The Norwegian Church Makes Formal Apology to LGBTQ+ Community for ‘Pain, Shame and Significant Harm’
Amid deep red curtains at a leading Oslo LGBTQ+ venue, Norway's national church offered an apology for harm and unequal treatment perpetrated over the years.
“Norway's church has brought the LGBTQ+ community harm, suffering and humiliation,” bishop Olav Fykse Tveit, Olav Fykse Tveit, announced on Thursday. “It was wrong for this to take place and that is why today I say sorry.”
The “discrimination, unequal treatment and harassment” led to a loss of faith for some, the bishop admitted. A church service at Oslo's main cathedral was scheduled to follow his apology.
This formal apology occurred at a venue called London Pub, one of two bars involved in the 2022 violent incident that resulted in two deaths and injured nine people severely at Oslo's Pride event. A Norwegian of Iranian origin, who had pledged allegiance to Islamic State, was sentenced to no less than 30 years in prison for the murders.
In common with various worldwide religions, Norway's church – an evangelical Lutheran church that is Norway’s largest faith community – for years sidelined LGBTQ+ people, preventing them to become pastors or to marry in church. In the 1950s, the church’s bishops referred to homosexual individuals as “a worldwide social threat”.
Yet, with Norwegian society turning more progressive, emerging as the world's second to legalize same-sex partnerships in 1993 and by 2009 the initial Nordic nation to allow same-sex marriage, the religious institution eventually adapted.
During 2007, the Norwegian Lutheran Church started appointing homosexual ministers, and LGBTQ+ partners have been able to marry in church starting in 2017. In 2023, Tveit joined in the Oslo Pride event in what was described as an unprecedented step for the church.
Thursday’s apology elicited differing opinions. The director of a group representing Norwegian Christian lesbians, Hanne Marie Pedersen-Eriksen, a lesbian minister herself, called it “an important reparation” and a point in time that “represented the closure of a difficult period within the church's past”.
As stated by Stephen Adom, the leader of the Norwegian Association for Gender and Sexual Diversity, the statement was “strong and important” but arrived “not in time for those who lost their lives to AIDS … carrying heavy hearts as the church regarded the epidemic as divine punishment”.
Globally, a handful of religious institutions have tried to make amends for their actions towards LGBTQ+ people. In 2023, England's church apologised for what it referred to as “shameful” actions, although it persists in refusing to allow same-sex marriages in religious settings.
In a similar vein, the Methodist Church in Ireland the previous year issued an apology for “shortcomings in pastoral care and support” toward LGBTQ+ individuals and family members, but remained staunch in its conviction that matrimony must only constitute a bond between male and female.
Several months ago, Canada's United Church delivered a statement of regret toward Two-Spirit and LGBTQIA+ individuals, labeling it a renewed commitment of its “pledge to complete acceptance and open hospitality” in every part of the church's activities.
“We have not succeeded to honor and appreciate the beauty of all creation,” Rev Michael Blair, the top administrative leader of the church, stated. “We have wounded people in place of fostering completeness. We apologize.”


◆ **Task**:
Could you output every record below exactly, leaving out the pictures?

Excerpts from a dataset
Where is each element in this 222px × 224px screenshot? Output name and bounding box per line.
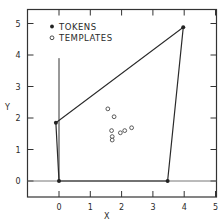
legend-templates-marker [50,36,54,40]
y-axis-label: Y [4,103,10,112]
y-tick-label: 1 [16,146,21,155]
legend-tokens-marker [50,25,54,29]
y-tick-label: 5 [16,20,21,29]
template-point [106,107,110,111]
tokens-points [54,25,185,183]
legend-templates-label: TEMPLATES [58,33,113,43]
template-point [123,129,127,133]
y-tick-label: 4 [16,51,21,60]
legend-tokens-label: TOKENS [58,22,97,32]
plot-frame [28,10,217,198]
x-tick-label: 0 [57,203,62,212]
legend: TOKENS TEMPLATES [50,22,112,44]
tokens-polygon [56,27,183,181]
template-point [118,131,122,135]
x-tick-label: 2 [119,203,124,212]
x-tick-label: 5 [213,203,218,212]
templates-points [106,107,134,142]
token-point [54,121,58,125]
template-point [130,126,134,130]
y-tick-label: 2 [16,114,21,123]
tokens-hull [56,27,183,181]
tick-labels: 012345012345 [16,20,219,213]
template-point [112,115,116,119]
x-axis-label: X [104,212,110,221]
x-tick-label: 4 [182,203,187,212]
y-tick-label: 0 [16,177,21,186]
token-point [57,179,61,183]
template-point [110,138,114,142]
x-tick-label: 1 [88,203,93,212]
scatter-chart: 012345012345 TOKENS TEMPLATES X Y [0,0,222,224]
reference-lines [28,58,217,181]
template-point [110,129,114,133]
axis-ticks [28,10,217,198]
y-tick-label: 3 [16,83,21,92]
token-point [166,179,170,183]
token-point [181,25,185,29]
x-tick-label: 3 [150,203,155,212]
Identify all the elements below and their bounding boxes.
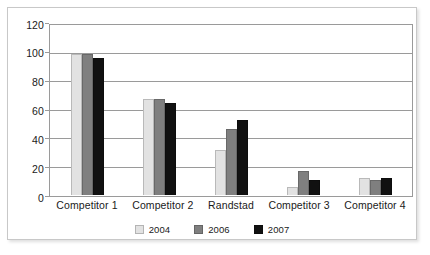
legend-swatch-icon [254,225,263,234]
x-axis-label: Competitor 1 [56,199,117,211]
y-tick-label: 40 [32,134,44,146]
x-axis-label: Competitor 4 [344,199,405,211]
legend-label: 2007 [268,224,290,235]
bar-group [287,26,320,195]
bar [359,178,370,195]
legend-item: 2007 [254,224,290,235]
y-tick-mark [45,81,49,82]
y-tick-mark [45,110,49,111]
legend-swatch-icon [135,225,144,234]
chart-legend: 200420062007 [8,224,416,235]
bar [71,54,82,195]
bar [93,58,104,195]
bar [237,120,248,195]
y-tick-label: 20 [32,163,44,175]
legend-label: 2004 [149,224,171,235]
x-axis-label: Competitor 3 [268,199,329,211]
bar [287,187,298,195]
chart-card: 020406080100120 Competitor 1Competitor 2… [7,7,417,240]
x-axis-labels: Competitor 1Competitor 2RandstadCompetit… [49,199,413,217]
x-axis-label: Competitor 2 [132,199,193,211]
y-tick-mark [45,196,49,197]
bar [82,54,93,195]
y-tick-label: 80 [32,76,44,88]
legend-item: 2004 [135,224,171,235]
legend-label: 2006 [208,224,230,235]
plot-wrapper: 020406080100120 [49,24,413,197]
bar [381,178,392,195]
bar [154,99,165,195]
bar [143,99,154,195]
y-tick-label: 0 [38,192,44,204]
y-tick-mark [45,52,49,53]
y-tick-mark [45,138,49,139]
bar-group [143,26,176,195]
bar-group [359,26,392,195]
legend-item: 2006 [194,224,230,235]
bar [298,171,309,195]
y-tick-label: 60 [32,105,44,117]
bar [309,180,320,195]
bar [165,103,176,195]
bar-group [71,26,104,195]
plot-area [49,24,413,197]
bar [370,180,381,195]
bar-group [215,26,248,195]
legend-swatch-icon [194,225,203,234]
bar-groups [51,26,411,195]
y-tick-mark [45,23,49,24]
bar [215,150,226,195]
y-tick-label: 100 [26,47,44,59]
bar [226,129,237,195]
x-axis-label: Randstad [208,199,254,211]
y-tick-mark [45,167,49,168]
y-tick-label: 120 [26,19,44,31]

◆ **Exercise result**:
Where is each element in this 222px × 224px screenshot? Output name and bounding box per line.
legend-templates-marker [50,36,54,40]
y-axis-label: Y [4,103,10,112]
y-tick-label: 1 [16,146,21,155]
legend-tokens-marker [50,25,54,29]
y-tick-label: 5 [16,20,21,29]
template-point [106,107,110,111]
tokens-points [54,25,185,183]
legend-templates-label: TEMPLATES [58,33,113,43]
template-point [123,129,127,133]
y-tick-label: 4 [16,51,21,60]
legend-tokens-label: TOKENS [58,22,97,32]
plot-frame [28,10,217,198]
x-tick-label: 0 [57,203,62,212]
legend: TOKENS TEMPLATES [50,22,112,44]
tokens-polygon [56,27,183,181]
template-point [118,131,122,135]
x-tick-label: 2 [119,203,124,212]
x-tick-label: 5 [213,203,218,212]
templates-points [106,107,134,142]
token-point [54,121,58,125]
template-point [130,126,134,130]
y-tick-label: 2 [16,114,21,123]
tokens-hull [56,27,183,181]
tick-labels: 012345012345 [16,20,219,213]
template-point [112,115,116,119]
x-axis-label: X [104,212,110,221]
x-tick-label: 4 [182,203,187,212]
y-tick-label: 0 [16,177,21,186]
token-point [57,179,61,183]
template-point [110,138,114,142]
x-tick-label: 1 [88,203,93,212]
scatter-chart: 012345012345 TOKENS TEMPLATES X Y [0,0,222,224]
reference-lines [28,58,217,181]
template-point [110,129,114,133]
axis-ticks [28,10,217,198]
y-tick-label: 3 [16,83,21,92]
token-point [166,179,170,183]
token-point [181,25,185,29]
x-tick-label: 3 [150,203,155,212]
Identify all the elements below and their bounding boxes.
legend-swatch-icon [254,225,263,234]
x-axis-label: Competitor 1 [56,199,117,211]
y-tick-label: 40 [32,134,44,146]
x-axis-label: Competitor 4 [344,199,405,211]
legend-label: 2007 [268,224,290,235]
bar-group [287,26,320,195]
bar [359,178,370,195]
legend-item: 2007 [254,224,290,235]
y-tick-mark [45,81,49,82]
y-tick-mark [45,110,49,111]
legend-swatch-icon [135,225,144,234]
chart-legend: 200420062007 [8,224,416,235]
bar [71,54,82,195]
bar [93,58,104,195]
bar [237,120,248,195]
y-tick-label: 20 [32,163,44,175]
legend-label: 2004 [149,224,171,235]
x-axis-label: Competitor 3 [268,199,329,211]
bar [287,187,298,195]
chart-card: 020406080100120 Competitor 1Competitor 2… [7,7,417,240]
x-axis-labels: Competitor 1Competitor 2RandstadCompetit… [49,199,413,217]
x-axis-label: Competitor 2 [132,199,193,211]
y-tick-mark [45,196,49,197]
bar [82,54,93,195]
y-tick-label: 80 [32,76,44,88]
legend-item: 2004 [135,224,171,235]
legend-label: 2006 [208,224,230,235]
plot-wrapper: 020406080100120 [49,24,413,197]
bar [381,178,392,195]
bar [154,99,165,195]
bar [143,99,154,195]
y-tick-label: 0 [38,192,44,204]
y-tick-mark [45,52,49,53]
y-tick-mark [45,138,49,139]
bar-group [143,26,176,195]
bar-group [359,26,392,195]
legend-item: 2006 [194,224,230,235]
bar [298,171,309,195]
y-tick-label: 60 [32,105,44,117]
bar [309,180,320,195]
bar [165,103,176,195]
bar-group [71,26,104,195]
plot-area [49,24,413,197]
bar [370,180,381,195]
bar-group [215,26,248,195]
legend-swatch-icon [194,225,203,234]
bar-groups [51,26,411,195]
y-tick-mark [45,23,49,24]
bar [215,150,226,195]
y-tick-label: 100 [26,47,44,59]
bar [226,129,237,195]
x-axis-label: Randstad [208,199,254,211]
y-tick-mark [45,167,49,168]
y-tick-label: 120 [26,19,44,31]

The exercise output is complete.